No Place like Nashville: Nashville feels like my college town even though I never attended university. I came of age here and fondly remember the old maps. I was lucky to be here for the golden age of Music Row when everyone would write two verses and a chorus and then take a break for lunch at Sub Stop or Jackson’s and then go back to finish the bridge. After 15 years in LA, I really feel like I stepped into an evolved version of that warm and supportive scene still alive here. I know we don’t run the same routes we once did, but so many of the same people have held it down here, and I run into them all the time. It’s lovely. When I pondered moving back, it felt like moving home. The only difference is now we are having a nice glass of Sancerre at Lou or something. We’ve all evolved!

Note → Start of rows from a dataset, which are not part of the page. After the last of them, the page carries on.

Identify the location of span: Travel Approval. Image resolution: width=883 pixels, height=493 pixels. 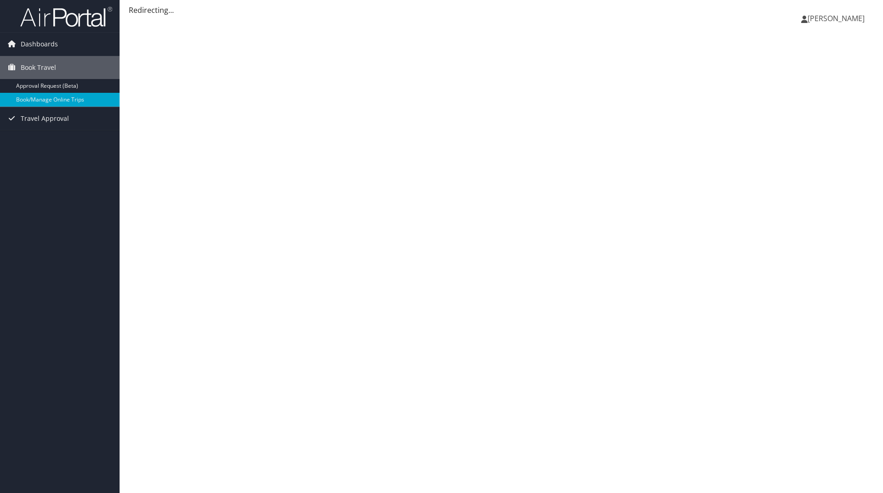
(45, 119).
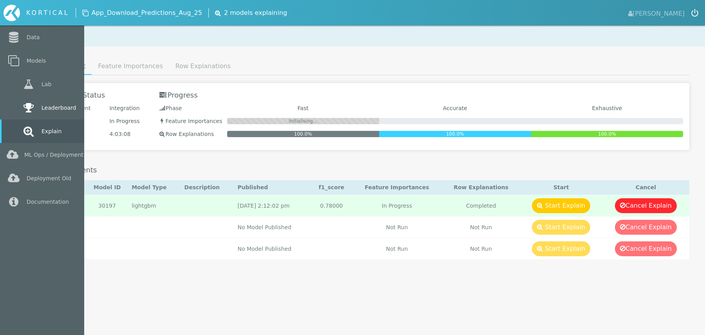 The height and width of the screenshot is (335, 705). I want to click on h4: Fast, so click(303, 108).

Bright Future: Khalid and I have great hopes for Ultimate Playlist. On a personal level, my excitement is through the roof about an art curation team I’ve formed with my friends Ashley Layendecker and Joshua Edward Bennett. We are programming imaginative and elevated art experiences in the Nashville Pantheon chapel space downtown, and we have some very unique shows on the docket. I stay obsessed with making things, and I’m excited to continue the productivity level we’ve established. It feels so good to fall asleep tired.